*** My Rebecca review and (very spoilery) article ***
“I wonder what she’s thinking about you – taking her husband, and using her name…”
Those tiny twitches when she meets the new Mrs de Winter for the first time, and the increasing nastiness as she regains her composure… the trailer looks sumptuous but I am already overwhelmed by Kristin Scott Thomas as Maxim de Winter’s housekeeper. She looks like a guard to the Underworld, here to protect her dead mistress from grave robbers and usurpers.

Maybe it’s an age thing but I now identify much more with her than either Rebecca or Mrs de Winter. In fact I recently discovered that Judith Anderson, who played Hitchcock’s Mrs Danvers, was six years younger than I am now.
Ben Wheatley’s new adaptation of Daphne Du Maurier’s classic 1938 novel arrives on Netflix next month – you can watch the trailer below.
A shy young girl marries Max de Winter, an older, wealthy Englishman she meets while working as a rich woman’s companion in Europe. He takes her back to Manderley, his English stately home; though once there she is haunted (not literally) by the presence of his late first wife, the beautiful, vicious and much-loved Rebecca. Maxim’s housekeeper Mrs Danvers adored Rebecca and despises the new and very green Mrs de Winter.
In the book the narrator (and new Mrs de Winter – we never find out her name) is mousy and out of place, though Lily James seems rather self-possessed in this trailer. There’s also no Rebecca listed in the IMDB cast list, so presumably like Alfred Hitchcock’s 1940 film there are no flashbacks to her death and what led up to it. (Though Wheatley’s is definitely NOT a remake of the Hitchcock movie.)

“New” Rebecca is out in Netflix on 21 October, so we only have six weeks to wait before finding out if Mrs Danvers was in love with Rebecca, whether Lily James is an engaging heroine or we want Mrs D to persuade her to jump out of the window, and why Maxim is wearing that hideous mustard suit.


Keep every line of the data below that has the string "pixels" and present those lines.

━━ Supplied records

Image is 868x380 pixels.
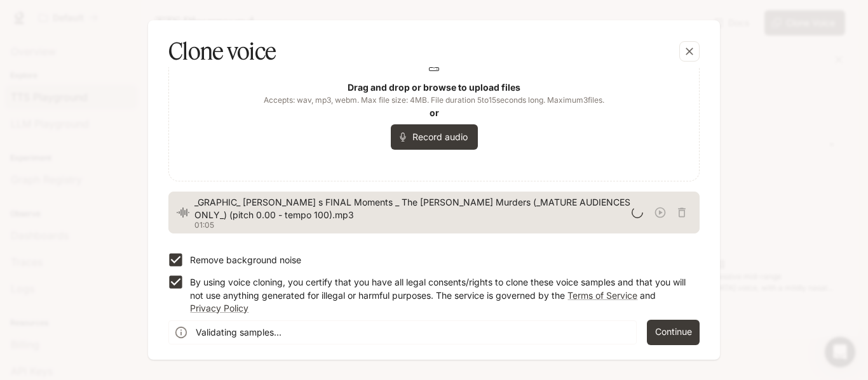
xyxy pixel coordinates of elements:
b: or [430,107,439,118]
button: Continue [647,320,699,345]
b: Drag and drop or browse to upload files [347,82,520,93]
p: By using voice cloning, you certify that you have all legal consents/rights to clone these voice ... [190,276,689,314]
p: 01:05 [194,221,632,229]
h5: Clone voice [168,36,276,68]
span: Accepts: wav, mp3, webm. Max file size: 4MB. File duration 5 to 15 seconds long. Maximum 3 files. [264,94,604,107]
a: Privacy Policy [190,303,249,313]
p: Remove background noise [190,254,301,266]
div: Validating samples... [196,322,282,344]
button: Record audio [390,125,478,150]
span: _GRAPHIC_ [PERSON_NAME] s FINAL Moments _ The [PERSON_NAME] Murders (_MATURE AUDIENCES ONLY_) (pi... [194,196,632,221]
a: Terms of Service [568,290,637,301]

━━━━
━━ Supplied records

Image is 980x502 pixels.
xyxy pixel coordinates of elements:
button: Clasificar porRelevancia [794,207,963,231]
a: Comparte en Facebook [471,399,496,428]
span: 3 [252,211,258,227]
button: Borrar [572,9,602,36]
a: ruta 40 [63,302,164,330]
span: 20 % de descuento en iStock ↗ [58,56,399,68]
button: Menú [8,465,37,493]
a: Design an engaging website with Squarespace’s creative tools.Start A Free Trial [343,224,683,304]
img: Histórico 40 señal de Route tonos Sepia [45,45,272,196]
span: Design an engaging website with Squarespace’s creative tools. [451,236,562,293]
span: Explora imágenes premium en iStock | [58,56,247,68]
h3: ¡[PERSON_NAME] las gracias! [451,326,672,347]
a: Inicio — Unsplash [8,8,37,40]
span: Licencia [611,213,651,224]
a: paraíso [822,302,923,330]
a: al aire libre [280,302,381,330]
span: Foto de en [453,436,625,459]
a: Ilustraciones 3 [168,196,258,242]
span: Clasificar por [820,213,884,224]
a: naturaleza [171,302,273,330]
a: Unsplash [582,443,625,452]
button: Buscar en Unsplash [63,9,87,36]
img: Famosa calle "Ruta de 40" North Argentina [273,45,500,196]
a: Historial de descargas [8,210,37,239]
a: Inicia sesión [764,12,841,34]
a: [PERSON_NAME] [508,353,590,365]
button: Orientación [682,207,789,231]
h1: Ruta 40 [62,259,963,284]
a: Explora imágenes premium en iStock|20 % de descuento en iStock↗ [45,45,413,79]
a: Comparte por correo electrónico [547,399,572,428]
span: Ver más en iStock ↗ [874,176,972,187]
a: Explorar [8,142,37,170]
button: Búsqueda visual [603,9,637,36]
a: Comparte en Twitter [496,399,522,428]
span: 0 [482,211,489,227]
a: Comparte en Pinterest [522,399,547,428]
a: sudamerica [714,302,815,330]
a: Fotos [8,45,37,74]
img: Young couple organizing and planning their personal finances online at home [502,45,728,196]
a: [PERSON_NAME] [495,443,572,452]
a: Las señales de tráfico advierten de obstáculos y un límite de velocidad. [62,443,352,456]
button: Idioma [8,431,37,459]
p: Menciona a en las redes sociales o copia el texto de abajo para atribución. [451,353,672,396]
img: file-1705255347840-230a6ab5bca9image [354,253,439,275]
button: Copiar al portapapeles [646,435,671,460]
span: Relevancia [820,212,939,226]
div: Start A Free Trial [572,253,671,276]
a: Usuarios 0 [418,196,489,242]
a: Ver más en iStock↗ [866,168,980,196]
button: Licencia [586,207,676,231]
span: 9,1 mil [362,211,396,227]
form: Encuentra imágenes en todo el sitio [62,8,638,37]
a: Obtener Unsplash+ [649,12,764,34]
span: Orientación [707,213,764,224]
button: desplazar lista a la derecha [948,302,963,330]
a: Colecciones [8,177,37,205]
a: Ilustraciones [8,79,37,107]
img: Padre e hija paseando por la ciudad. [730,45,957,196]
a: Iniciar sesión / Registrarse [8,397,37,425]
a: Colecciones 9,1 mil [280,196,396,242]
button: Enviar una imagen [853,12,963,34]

━━━━
━━ Supplied records

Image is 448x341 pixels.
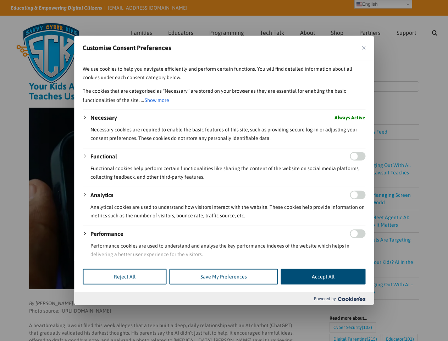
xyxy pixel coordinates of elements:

━━━━

Solution to the problem ->
Image is 868x380 pixels.
Image is 980x502 pixels.
Image is 448x341 pixels.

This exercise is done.